Dr. Tim McCarthy spills beans on club workings as he crusades against assault on campus.
The door to Tim McCarthy 93’s cloistered Quincy office proclaims itself, in rainbow colors, a “safe zone.” Yet, the man himself had long been a participant, a proponent, and a living emblem, in fact, of spaces that were anything but safe. And on a sunny September morning last Thursday, he had his personal reckoning: twenty-five years after graduation, McCarthy renounced his membership from the Phoenix S.K. Club in a widely publicized address delivered at Memorial Church.
McCarthy was riven by the contradictions that had come to define him. He directs the Sexuality, Gender and Human Rights program at the Kennedy School, and is a trained feminist. Students and colleagues found it hard to reconcile his mission on campus with his involvement in a club built on exclusivity, elitism, and male privilege. Conversations took on tinted tones, glances shifted, and attitudes changed.
The tipping point came when Harvard released the results of the campus-wide Sexual Conduct Survey this past Monday. The administration chose to suppress the precise figures for how final clubs were contributing to sexual assault on campus but the clues were clear: the numbers were bad. Bad enough to get a administration hamstrung by years of apathy and inertia to wake up and take notice; to put, in the Crimson’s words, the 8 all-male Final Clubs “on notice.”
McCarthy’s dilemma was years in the making. He dropped out of the punch process sophomore year only to join the club his junior fall. Even after he graduated, he says he went back to the club “only as a young alum,” and only on occasions such as the Harvard-Yale game or Commencement when “other alums were in town.” He declares defensively that he hasn’t been back in “many years” and has never donated to the club.
He has no qualms in admitting that he gained from his Phoenix membership, both during and after his time at Harvard. He always had a place to crash, a place to “take [his] friends to” and party every weekend. If anything, he quite “enjoyed” the access to the physical space and the social privilege the club afforded him. Upon graduation, the perks continued in more subtle ways.
“While at grad school in New York, I gained access to parties I would never have been invited to through friends at the Phoenix; wealthy acquaintances at the Phoenix picked up the tab at dinners,” McCarthy says.
While the Phoenix did not open any doors for him as in the world of academia, he has “no doubt” he would have benefitted immensely off his club network had he opted for finance, consulting, or other entrepreneurial undertakings.
But the halcyon days of free dinners and exclusive parties are well past him: the dilemma is resolved. The sagging wire is taut once more. And now McCarthy has his own agenda.
He hopes to use his public presence on campus to provoke an open discussion on everything that is wrong with Final Clubs and Harvard’s social scence. What then is his vision for these clubs –would he dismantle them?
Not quite. But he wants to “provoke a reckoning” within these clubs of their role in supporting sexual violence and inequality on campus. He wants to change the way they “constitute their membership” with a more transparent punch process that is open to all genders and backgrounds. “The day for unaccountable, single-sex clubs is over,” says McCarthy.
McCarthy, who has been on both sides of the table as a punch and a ‘puncher,’ says the process is anything but equitable. “When we make decisions, we do not discuss their social merits. We talk about how cool the guy is—how he is on my sporting team, or how he went to my school,” he explains.
This admission resonates with widely entrenched suspicions that the punch process is designed to work against undergraduates who did not attend prestigious high schools or hail from low income communities; undergraduates who, in other words, do not mirror the traditional demographics of the clubs. “From getting punched to getting in, there is a toxic self-selection at work,” McCarthy asserts.
Opponents of final club regulation have argued that the exclusivity of these social clubs mirrors the exclusivity of religious groups or sporting teams on campus. To McCarthy, the lines are clear: final clubs, unlike the latter, are unaccountable to the administration. “These clubs luxuriate in the privilege of not being held accountable by Harvard,” he says.
The 153 year-old Spee Club’s decision to go co-ed may have seemed to herald a new era, but McCarthy stays unimpressed. Allowing a handful of women into what has historically been an all-male bastion would pave way for “neither equality or safety.”
Dean Rakesh Khurana sat in the front row at Memorial Church as McCarthy delivered his address and embraced the Phoenix-renouncee as he walked away from the lectern. Khurana has been unrelenting in his dealings with the clubs, arguing that no option is “off the table.” McCarthy, who claims to have been contacted by a “wide range of people” after his address went public on the Crimson website, declined to confirm if these included President Faust, Dean Khurana, or their merry band of officials.
But the hug could have symbolized the beginning of what may prove to be a potent partnership in the struggle against sexual assault and exclusivity at America’s oldest university.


● Your task: In how many lines of the data below does the word "response" appear? Reply with the number and nothing more.
Data for this task: Begin
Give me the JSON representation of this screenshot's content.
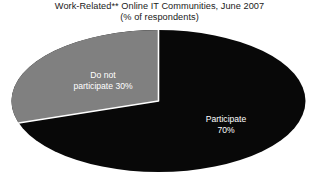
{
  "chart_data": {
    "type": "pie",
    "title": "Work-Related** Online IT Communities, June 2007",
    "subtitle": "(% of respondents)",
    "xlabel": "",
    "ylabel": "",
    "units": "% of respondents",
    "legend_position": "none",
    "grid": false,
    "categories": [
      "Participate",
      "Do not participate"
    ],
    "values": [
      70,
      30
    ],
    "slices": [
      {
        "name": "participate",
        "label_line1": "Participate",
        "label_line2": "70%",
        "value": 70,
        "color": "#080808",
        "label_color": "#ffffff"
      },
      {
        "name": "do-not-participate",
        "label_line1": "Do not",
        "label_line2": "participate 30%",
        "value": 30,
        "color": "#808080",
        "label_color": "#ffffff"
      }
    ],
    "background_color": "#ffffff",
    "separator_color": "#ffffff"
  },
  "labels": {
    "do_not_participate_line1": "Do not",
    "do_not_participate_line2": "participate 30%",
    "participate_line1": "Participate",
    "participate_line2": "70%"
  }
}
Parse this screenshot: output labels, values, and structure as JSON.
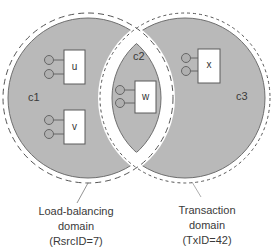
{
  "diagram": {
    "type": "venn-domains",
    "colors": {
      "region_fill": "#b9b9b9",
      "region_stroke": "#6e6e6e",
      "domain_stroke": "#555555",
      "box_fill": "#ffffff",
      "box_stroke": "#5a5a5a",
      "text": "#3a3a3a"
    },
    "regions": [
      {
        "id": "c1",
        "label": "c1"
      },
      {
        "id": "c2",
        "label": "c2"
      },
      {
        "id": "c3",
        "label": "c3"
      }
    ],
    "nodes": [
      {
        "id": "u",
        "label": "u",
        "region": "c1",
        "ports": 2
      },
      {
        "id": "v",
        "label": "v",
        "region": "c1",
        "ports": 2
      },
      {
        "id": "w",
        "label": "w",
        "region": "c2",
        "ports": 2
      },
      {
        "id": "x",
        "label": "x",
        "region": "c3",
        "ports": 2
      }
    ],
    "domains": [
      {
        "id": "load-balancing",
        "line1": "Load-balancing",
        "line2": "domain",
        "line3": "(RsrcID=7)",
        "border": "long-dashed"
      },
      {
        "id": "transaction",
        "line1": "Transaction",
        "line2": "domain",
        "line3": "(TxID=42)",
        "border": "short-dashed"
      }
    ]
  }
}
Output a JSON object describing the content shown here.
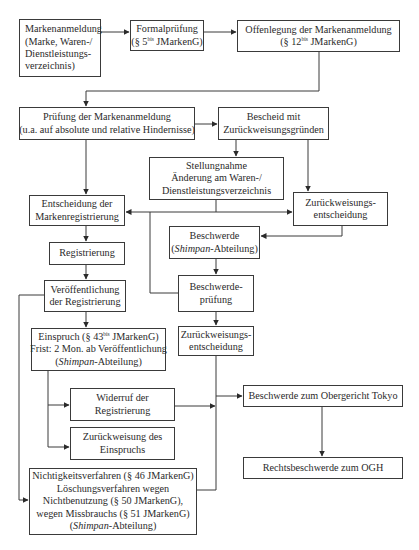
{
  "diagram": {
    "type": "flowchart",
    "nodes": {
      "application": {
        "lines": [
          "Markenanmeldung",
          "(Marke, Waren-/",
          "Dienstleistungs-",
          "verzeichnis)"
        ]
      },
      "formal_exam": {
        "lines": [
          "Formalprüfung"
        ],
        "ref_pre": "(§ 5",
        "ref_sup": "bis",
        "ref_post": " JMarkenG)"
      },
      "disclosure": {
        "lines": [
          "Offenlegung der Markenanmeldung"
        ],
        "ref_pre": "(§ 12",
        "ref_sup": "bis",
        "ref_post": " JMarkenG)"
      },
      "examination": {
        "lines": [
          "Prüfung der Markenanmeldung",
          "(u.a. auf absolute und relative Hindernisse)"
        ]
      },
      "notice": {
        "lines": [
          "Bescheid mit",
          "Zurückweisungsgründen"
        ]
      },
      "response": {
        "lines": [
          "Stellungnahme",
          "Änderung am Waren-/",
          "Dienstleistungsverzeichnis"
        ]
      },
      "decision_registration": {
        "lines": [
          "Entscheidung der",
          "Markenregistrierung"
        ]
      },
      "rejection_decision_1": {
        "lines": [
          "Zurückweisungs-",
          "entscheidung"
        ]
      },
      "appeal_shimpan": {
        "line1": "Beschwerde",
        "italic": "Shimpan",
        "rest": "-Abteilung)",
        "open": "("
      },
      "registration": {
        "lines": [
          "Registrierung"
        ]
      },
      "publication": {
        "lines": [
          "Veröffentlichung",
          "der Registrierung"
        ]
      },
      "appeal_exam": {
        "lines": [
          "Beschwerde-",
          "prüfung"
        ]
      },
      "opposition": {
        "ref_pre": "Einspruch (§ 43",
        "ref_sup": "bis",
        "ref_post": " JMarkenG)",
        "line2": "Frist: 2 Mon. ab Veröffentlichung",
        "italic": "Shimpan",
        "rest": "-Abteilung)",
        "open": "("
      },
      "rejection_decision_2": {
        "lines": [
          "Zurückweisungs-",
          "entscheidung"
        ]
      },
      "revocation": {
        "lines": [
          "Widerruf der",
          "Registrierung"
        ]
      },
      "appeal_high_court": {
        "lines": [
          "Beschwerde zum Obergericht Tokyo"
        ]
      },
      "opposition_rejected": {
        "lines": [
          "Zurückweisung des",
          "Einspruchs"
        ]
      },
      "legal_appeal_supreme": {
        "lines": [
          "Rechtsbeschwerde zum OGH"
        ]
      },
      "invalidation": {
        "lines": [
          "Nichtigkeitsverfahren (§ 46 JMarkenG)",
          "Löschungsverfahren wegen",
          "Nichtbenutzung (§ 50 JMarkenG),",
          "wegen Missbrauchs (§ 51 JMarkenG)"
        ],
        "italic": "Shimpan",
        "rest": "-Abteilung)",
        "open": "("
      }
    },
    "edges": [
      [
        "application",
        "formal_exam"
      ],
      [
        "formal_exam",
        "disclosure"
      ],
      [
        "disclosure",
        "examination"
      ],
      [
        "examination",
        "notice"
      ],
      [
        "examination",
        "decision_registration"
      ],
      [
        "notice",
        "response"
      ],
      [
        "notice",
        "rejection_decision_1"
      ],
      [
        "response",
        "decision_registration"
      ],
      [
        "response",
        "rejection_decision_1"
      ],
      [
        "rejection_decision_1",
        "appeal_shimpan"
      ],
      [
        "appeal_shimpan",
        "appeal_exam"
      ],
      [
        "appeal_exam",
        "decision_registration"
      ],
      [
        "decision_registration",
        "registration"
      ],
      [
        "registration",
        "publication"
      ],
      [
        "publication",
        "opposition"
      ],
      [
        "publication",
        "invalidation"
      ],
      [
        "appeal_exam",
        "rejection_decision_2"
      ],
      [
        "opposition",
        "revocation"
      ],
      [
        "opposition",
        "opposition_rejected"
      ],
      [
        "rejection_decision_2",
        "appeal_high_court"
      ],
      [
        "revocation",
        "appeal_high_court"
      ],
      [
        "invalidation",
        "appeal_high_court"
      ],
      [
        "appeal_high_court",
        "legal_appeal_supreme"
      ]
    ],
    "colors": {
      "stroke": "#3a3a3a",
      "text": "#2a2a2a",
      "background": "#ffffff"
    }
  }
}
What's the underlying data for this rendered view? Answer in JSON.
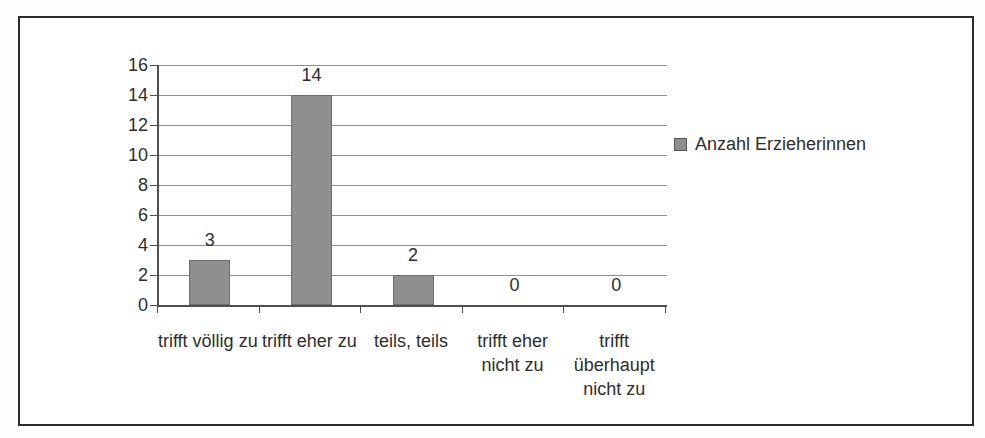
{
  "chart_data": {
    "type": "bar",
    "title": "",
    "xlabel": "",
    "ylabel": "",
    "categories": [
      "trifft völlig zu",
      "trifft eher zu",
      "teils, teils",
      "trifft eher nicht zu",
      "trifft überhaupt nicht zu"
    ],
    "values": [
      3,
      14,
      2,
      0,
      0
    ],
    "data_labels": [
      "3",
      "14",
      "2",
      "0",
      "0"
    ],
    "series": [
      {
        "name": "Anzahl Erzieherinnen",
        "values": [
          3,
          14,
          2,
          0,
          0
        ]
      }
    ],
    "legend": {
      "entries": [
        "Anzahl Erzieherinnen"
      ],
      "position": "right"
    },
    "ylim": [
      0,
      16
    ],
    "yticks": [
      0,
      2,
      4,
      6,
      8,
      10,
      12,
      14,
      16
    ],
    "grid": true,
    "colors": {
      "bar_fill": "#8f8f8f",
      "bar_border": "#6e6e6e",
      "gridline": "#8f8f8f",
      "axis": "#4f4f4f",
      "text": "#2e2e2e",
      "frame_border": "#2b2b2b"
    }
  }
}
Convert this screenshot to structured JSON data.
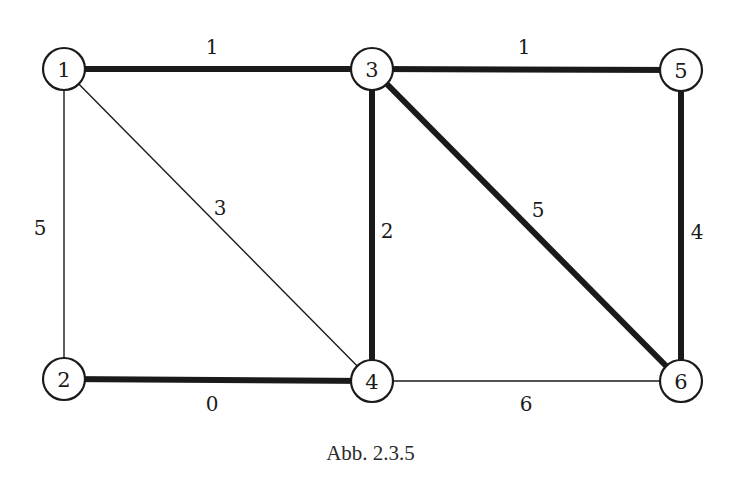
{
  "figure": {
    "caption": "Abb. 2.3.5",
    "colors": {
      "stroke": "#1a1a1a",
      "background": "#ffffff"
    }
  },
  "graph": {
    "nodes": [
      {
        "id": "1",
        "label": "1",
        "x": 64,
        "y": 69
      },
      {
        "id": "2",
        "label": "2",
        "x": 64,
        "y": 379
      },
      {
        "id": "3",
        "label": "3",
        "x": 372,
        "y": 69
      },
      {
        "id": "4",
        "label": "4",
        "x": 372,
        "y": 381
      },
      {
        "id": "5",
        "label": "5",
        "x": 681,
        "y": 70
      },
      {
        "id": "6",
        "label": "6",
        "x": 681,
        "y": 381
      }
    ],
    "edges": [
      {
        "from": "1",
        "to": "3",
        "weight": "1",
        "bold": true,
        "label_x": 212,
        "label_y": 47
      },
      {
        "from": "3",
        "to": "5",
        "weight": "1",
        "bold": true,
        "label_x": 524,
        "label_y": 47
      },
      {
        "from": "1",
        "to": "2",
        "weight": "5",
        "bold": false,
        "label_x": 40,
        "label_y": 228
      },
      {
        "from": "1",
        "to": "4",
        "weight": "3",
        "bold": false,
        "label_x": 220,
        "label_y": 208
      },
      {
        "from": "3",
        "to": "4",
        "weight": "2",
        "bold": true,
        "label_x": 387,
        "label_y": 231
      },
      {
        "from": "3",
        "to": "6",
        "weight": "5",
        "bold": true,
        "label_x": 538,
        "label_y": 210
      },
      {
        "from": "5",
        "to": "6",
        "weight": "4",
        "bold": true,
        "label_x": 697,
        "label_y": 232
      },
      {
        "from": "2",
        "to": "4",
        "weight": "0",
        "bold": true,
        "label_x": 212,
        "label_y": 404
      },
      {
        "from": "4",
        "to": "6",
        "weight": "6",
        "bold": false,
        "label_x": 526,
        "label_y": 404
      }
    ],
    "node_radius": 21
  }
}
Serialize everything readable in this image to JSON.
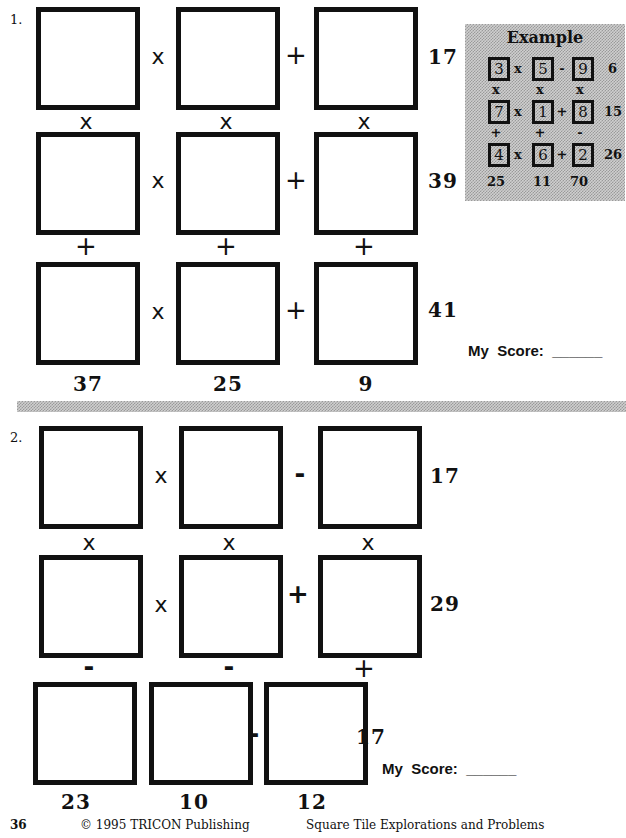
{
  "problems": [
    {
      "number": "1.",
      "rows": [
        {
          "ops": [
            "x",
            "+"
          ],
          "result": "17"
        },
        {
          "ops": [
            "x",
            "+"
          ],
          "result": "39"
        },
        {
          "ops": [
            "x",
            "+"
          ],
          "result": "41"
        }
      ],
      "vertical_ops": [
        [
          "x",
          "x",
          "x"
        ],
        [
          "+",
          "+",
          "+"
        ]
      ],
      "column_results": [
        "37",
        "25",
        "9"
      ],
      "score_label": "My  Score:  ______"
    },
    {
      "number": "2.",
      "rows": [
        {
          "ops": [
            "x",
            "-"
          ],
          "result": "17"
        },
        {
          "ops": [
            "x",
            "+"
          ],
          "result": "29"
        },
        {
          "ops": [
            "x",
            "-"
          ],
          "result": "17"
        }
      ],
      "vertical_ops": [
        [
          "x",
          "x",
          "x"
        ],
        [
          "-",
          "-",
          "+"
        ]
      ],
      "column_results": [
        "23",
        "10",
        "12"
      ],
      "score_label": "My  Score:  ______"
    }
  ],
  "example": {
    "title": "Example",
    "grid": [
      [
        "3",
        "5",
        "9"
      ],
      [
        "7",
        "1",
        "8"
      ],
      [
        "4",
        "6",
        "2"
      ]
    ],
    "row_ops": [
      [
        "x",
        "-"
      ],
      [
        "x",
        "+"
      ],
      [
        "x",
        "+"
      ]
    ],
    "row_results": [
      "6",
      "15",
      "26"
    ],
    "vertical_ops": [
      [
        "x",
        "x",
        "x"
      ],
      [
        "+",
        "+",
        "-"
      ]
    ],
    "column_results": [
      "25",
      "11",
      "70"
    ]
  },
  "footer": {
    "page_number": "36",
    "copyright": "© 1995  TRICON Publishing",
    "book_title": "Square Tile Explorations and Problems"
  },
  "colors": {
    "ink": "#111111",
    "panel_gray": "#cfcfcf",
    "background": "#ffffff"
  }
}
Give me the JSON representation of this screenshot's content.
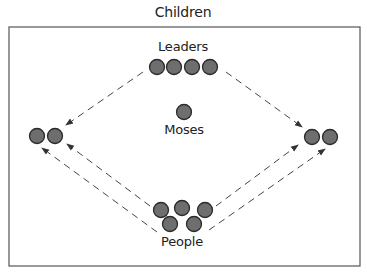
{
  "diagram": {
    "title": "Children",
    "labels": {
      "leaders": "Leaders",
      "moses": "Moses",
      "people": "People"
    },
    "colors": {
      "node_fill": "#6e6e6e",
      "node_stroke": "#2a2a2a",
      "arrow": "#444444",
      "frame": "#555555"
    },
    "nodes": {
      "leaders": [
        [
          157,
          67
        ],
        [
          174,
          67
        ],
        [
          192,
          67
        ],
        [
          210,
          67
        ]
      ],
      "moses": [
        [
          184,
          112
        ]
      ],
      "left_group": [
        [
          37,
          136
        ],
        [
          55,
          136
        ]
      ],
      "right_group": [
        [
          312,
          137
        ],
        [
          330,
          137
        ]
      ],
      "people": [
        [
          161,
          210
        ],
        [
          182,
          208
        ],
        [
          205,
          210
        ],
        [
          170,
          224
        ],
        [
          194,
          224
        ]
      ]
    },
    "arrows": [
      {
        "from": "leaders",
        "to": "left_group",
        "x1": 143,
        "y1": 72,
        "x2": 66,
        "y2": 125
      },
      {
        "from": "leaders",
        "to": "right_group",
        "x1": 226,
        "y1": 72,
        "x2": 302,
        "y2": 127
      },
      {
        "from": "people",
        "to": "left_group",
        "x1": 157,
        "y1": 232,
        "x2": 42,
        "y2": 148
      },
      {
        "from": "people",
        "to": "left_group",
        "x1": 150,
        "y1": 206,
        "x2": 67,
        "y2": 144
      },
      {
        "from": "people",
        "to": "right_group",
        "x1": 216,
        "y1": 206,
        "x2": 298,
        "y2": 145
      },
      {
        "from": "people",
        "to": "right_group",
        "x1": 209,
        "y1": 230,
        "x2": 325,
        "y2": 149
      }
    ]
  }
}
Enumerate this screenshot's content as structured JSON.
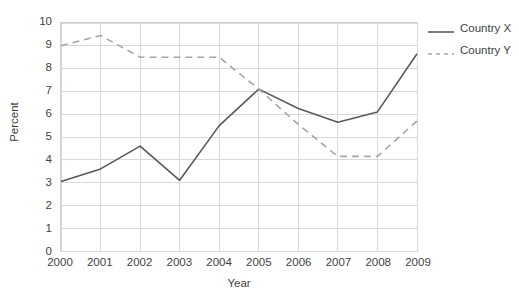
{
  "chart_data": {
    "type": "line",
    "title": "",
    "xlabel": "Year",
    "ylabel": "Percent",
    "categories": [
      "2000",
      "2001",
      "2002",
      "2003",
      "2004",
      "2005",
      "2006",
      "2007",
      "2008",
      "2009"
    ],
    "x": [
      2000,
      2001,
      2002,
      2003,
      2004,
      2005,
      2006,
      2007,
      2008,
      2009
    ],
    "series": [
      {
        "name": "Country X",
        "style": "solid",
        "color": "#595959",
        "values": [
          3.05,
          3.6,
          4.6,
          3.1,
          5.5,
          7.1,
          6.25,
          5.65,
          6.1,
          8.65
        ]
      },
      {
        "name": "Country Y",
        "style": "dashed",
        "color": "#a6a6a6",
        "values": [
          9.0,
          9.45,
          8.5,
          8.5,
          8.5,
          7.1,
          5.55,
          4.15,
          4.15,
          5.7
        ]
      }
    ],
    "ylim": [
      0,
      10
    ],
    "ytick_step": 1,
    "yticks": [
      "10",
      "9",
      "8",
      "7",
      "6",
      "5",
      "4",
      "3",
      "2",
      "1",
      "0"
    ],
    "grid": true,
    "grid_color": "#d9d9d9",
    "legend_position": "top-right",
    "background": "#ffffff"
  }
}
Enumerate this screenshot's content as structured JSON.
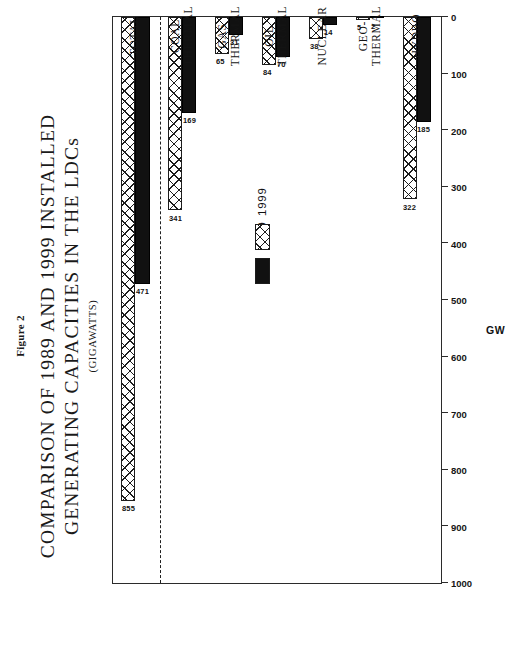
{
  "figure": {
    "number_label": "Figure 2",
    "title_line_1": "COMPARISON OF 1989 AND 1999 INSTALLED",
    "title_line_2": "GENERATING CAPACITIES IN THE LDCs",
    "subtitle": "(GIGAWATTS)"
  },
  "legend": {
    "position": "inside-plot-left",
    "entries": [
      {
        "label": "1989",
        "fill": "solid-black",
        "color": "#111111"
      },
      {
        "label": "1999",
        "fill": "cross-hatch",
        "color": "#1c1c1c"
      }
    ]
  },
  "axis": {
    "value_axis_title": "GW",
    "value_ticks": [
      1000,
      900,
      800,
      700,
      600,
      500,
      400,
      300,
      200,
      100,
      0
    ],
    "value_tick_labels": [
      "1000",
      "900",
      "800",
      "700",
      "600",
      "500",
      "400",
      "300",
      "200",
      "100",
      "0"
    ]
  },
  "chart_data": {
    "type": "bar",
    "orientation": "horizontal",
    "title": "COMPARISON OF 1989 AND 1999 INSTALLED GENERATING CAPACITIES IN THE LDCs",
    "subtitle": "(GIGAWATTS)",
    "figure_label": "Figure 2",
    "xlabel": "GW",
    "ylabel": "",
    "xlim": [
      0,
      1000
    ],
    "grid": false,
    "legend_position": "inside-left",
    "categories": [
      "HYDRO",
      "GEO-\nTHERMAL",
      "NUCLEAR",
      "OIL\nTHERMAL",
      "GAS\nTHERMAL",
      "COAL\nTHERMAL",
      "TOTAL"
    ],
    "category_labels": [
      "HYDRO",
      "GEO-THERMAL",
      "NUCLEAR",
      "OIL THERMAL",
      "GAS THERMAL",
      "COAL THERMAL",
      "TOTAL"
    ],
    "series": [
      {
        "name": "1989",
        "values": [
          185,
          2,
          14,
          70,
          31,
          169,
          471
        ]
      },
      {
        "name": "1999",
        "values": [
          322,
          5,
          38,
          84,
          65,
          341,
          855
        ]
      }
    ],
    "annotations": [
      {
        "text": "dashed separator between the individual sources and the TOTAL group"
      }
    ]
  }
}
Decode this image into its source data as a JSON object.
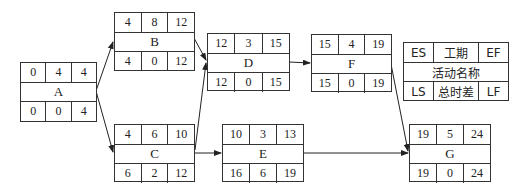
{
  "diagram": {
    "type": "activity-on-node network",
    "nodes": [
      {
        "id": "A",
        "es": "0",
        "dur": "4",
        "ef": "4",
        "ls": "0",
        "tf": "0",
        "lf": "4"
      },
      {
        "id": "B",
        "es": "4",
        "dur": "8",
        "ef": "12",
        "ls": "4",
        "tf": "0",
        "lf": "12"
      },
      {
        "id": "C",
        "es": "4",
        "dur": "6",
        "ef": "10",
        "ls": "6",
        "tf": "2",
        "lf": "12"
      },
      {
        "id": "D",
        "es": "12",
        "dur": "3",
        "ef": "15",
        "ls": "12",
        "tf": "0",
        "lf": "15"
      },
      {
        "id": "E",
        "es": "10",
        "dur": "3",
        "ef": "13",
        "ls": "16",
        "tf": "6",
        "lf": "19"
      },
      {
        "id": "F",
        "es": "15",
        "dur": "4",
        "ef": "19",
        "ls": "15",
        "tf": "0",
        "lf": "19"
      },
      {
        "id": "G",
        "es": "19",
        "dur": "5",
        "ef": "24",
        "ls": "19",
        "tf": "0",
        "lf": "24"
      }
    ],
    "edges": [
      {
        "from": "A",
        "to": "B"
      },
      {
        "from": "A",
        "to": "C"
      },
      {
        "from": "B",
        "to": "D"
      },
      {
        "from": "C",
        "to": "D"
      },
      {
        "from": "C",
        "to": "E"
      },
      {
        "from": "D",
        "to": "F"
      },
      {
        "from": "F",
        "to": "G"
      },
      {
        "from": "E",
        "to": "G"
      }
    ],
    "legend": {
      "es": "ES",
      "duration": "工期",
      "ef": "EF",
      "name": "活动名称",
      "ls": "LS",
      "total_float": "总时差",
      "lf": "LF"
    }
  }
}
Data for this task: End
● Solution below: 4